LGBT activist group Parents and Friends of Lesbians and Gays (PFLAG Inc.), had brought the suit on behalf of seven youths suffering from gender dysphoria, whose treatments were halted as a result of the executive order.
They sued the Department of Health and Human Services (DHS), along with President Donald Trump, former acting HHS head Dorothy Fink, Principal Deputy Administrator of the Health Resources and Services Administration Diana Espinosa, and National Institutes of Health director Matthew Memoli.
The plaintiffs alleged the executive order was intended “to terrorize hospitals with threats that the government would instantly and unlawfully terminate federal funding outside the ordinary administrative process.”
The government later clarified that the executive order does not “purport to withhold all federal funding if an institution promotes gender ideology” but instructs agencies to find means to implement his policy “to the extent permitted by applicable law.”
Hurson disagreed with this assessment.
He also noted that the Centers for Disease Control and Prevention had issued guidance to organizations saying grant recipients “must immediately terminate, to the maximum extent, all programs, personnel, activities, or contracts promoting or inculcating gender ideology at every level and activity” that are being funded by federal grant money.
Hurson also rejected the government’s argument that the suit is premature as the government has not specified which grants it will block.
“Defendants cannot avoid judicial review through a vagueness problem of their own making,” the judge wrote.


*Your goal:*
Please work out how many lines include the word "Image" in the entries, and reply with only the count.

*Available data:*
——

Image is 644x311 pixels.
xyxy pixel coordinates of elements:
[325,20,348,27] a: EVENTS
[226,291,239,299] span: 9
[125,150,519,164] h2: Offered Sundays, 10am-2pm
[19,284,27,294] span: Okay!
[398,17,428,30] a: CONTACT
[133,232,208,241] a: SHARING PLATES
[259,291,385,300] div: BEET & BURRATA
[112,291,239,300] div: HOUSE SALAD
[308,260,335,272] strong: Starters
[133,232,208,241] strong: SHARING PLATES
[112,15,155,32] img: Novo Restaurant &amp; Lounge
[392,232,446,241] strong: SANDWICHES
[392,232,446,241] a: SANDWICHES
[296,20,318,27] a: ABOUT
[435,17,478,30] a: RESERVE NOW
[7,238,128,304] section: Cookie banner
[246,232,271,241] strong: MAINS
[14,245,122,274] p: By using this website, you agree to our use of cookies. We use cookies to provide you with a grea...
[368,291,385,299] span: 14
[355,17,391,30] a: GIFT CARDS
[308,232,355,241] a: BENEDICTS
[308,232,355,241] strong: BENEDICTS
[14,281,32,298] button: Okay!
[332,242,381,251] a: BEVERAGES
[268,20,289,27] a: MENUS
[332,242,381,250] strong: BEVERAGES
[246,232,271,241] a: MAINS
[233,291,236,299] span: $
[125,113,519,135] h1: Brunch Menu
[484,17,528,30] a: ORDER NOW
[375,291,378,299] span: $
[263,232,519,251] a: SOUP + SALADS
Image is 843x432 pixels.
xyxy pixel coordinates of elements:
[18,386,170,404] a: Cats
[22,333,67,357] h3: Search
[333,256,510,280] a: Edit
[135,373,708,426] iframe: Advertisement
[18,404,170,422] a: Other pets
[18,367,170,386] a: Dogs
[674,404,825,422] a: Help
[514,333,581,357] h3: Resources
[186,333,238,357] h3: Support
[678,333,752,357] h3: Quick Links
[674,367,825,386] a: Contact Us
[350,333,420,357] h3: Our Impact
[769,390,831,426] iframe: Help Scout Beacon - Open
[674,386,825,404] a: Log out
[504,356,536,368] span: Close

——

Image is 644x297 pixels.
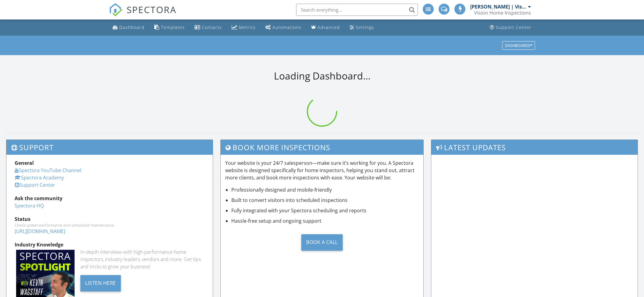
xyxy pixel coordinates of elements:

——

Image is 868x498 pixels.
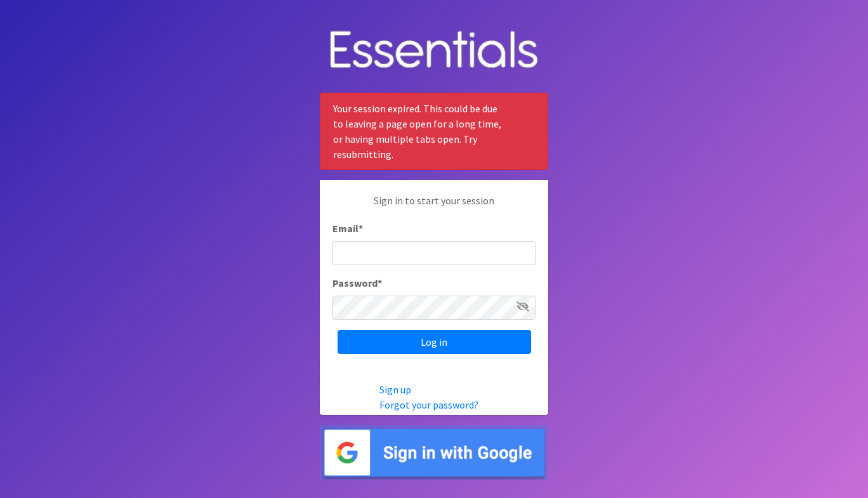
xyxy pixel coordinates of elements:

——

*Output for this task:*
4